Chausson's "Defiance Trio"

After a disappointment in the academic music world, Ernest Chausson came to live with his godmother in the Pays d'Enhaut, where he composed his Piano Trio op. 3.

Montbovon between 1885 and 1900. photo: Léon de Weck (1840-1904)/wikimedia commons

The traces of Ernest Chausson's Piano Trio (1881) lead to Switzerland: the 26-year-old composer, who had bitterly turned his back on all academic institutions in Paris after his unsuccessful application for the Prix de Rome, spent the summer at the country estate of his mentor Berthe de Rayssac in Montbovon, Canton Fribourg. There, in the picturesque Pays d'Enhaut, he began sketching and working on his most extensive and ambitious composition to date as soon as he arrived. It may also have been a defiant reaction to the defeat he had previously suffered. In this Opus 3, Chausson found himself as a composer, and it is fortunate that he no longer submitted to academic rules and was not discouraged by the initial lack of recognition. However, he subsequently showed his trio to César Franck and Emanuel Chabrier, played it to the painter Odilon Redon and took their advice to heart. The work was premiered in April 1882 at a concert of the Société nationale de musique, but was not published for the first time until 1919, twenty years after the composer's early and tragic death, by the Parisian publisher Rouart-Lerolle.
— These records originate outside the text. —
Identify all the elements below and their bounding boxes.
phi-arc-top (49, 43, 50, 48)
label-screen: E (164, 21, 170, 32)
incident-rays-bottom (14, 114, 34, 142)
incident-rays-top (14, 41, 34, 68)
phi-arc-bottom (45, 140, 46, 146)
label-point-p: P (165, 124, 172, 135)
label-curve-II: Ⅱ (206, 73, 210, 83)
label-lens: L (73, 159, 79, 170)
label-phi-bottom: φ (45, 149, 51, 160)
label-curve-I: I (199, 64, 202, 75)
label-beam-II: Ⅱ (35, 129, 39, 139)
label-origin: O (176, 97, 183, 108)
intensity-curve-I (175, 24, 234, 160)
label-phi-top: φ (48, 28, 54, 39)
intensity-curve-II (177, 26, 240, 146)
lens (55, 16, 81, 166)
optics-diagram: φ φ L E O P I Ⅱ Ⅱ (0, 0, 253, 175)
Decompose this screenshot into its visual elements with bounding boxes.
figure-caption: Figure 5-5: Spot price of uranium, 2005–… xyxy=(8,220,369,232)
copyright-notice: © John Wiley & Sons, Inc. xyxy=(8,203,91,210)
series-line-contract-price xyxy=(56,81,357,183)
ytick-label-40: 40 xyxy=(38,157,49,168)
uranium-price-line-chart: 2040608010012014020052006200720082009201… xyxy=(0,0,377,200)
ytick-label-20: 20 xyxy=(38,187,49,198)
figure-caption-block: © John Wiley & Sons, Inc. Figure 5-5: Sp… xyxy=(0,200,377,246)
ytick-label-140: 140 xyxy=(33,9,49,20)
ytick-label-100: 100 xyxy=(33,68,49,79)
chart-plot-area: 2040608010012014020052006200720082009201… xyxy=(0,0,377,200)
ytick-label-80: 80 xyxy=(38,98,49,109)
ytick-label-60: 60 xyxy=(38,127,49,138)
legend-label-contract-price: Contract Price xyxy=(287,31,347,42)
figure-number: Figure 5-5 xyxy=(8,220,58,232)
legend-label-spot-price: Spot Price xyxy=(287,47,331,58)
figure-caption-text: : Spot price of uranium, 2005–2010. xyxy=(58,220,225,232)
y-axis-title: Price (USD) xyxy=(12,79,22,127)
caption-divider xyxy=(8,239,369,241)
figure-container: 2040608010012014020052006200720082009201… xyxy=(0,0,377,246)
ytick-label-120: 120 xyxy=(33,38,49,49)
The 30-minute work with its four movements is surprisingly entertaining, in contrast to Chausson's more famous "Concerto" for piano, violin and string quartet op. 21, which is 45 minutes long. The cross-movement quoting of themes in the manner of leitmotifs in the Piano Trio op. 3, as well as the harmony, are reminiscent of Chausson's role models César Franck and Richard Wagner. However, his musical language also points to the following generation of composers, above all Claude Debussy. Ernest Chausson occupies an important place in French music!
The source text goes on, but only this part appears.